Abstract
The studies described herein were designed to evaluate the usefulness of the PCR in detecting persistent syphilitic infection. Three groups of animals were used: a nonimmune group infected with Treponema pallidum (NI/TP), a nonimmune group injected with heat-killed treponemes (NI/HKTP), and an immune and reinfected group (I/TP). All animals were inoculated with similar numbers of organisms distributed at 10 sites on the clipped back and in both testes. The persistence of the treponemes was examined by PCR and the rabbit infectivity test (RIT). The kinetic studies and statistical analysis of their results demonstrated that the rate of bacterial clearance from the NI/TP group was very low and incomplete at 4 months after infection. It was significantly different from those of both the NI/HKTP (P < 0.001) and I/TP (P < 0.05) groups. No statistically significant differences in treponemal elimination were found between the NI/HKTP and I/TP groups. PCR can detect the DNA of dead organisms, but the latter are eliminated by the host relatively quickly (15 to 30 days) as compared to elimination of live treponemes (>120 days). PCR results correlated well with RIT results. These data suggest that PCR-positive specimens obtained from an untreated patient(s) or collected weeks after treatment indicate persistent infection. They also show that the process of elimination of T. pallidum from primary sites of infection is prolonged and incomplete.
The paucity of practical and sensitive methods for detection of Treponema pallidum and the inability of the pathogen to be cultured in vitro have largely contributed to the poor understanding of the pathogenesis of syphilitic infection, its diagnosis, and treatment.

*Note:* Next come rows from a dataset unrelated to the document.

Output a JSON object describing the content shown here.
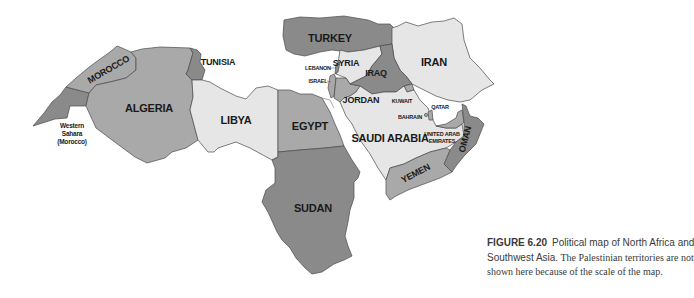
{
  "map": {
    "title": "Political map of North Africa and Southwest Asia",
    "colors": {
      "dark": "#8a8a8a",
      "medium": "#a9a9a9",
      "light": "#e6e6e6",
      "background": "#ffffff",
      "border": "#4a4a4a"
    },
    "countries": [
      {
        "name": "MOROCCO",
        "shade": "medium"
      },
      {
        "name": "Western Sahara (Morocco)",
        "shade": "dark"
      },
      {
        "name": "ALGERIA",
        "shade": "medium"
      },
      {
        "name": "TUNISIA",
        "shade": "dark"
      },
      {
        "name": "LIBYA",
        "shade": "light"
      },
      {
        "name": "EGYPT",
        "shade": "medium"
      },
      {
        "name": "SUDAN",
        "shade": "dark"
      },
      {
        "name": "TURKEY",
        "shade": "dark"
      },
      {
        "name": "SYRIA",
        "shade": "light"
      },
      {
        "name": "LEBANON",
        "shade": "dark"
      },
      {
        "name": "ISRAEL",
        "shade": "medium"
      },
      {
        "name": "JORDAN",
        "shade": "medium"
      },
      {
        "name": "IRAQ",
        "shade": "dark"
      },
      {
        "name": "IRAN",
        "shade": "light"
      },
      {
        "name": "KUWAIT",
        "shade": "medium"
      },
      {
        "name": "SAUDI ARABIA",
        "shade": "light"
      },
      {
        "name": "BAHRAIN",
        "shade": "medium"
      },
      {
        "name": "QATAR",
        "shade": "medium"
      },
      {
        "name": "UNITED ARAB EMIRATES",
        "shade": "medium"
      },
      {
        "name": "OMAN",
        "shade": "dark"
      },
      {
        "name": "YEMEN",
        "shade": "medium"
      }
    ],
    "labels": {
      "morocco": "MOROCCO",
      "western_sahara_1": "Western",
      "western_sahara_2": "Sahara",
      "western_sahara_3": "(Morocco)",
      "algeria": "ALGERIA",
      "tunisia": "TUNISIA",
      "libya": "LIBYA",
      "egypt": "EGYPT",
      "sudan": "SUDAN",
      "turkey": "TURKEY",
      "syria": "SYRIA",
      "lebanon": "LEBANON",
      "israel": "ISRAEL",
      "jordan": "JORDAN",
      "iraq": "IRAQ",
      "iran": "IRAN",
      "kuwait": "KUWAIT",
      "saudi_arabia": "SAUDI ARABIA",
      "bahrain": "BAHRAIN",
      "qatar": "QATAR",
      "uae_1": "UNITED ARAB",
      "uae_2": "EMIRATES",
      "oman": "OMAN",
      "yemen": "YEMEN"
    }
  },
  "caption": {
    "figure_number": "FIGURE 6.20",
    "line1_rest": "Political map of North Africa and",
    "line2_sans": "Southwest Asia.",
    "line2_serif": "The Palestinian territories are not",
    "line3": "shown here because of the scale of the map."
  }
}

In recent years, the introduction of the highly sensitive and specific PCR assay for detection of T. pallidum genomic DNA has been a welcome alternative to the impractical and frequently unavailable “gold standard” rabbit infectivity test (RIT). However, unlike the RIT, PCR cannot distinguish between living and dead organisms. Therefore, its reliability in determining active disease has been questioned not only for syphilis but for many other infectious diseases (16). The persistence of T. pallidum in various organs at different stages of infection, in untreated and treated individuals, has been evaluated extensively (4, 8, 13, 15, 21, 28, 29). However, only a few studies, using relatively insensitive methods and short experimental periods, have been done to determine specifically the kinetics of elimination of living treponemes from the primary site of inoculation in normal (1, 10, 24) or immune rabbits (5, 18). This information is important because the host’s early response to a pathogen determines the outcome of infection and disease progression (20).
The rationale and purpose of this study were to use PCR and RIT (i) to determine the rapidity with which normal rabbits eliminate virulent as opposed to dead treponemes from primary sites of infection, (ii) to compare this with the clearance of living organisms from T. pallidum-immune animals, and (iii) to determine whether a positive PCR can reliably be interpreted as detecting living organisms.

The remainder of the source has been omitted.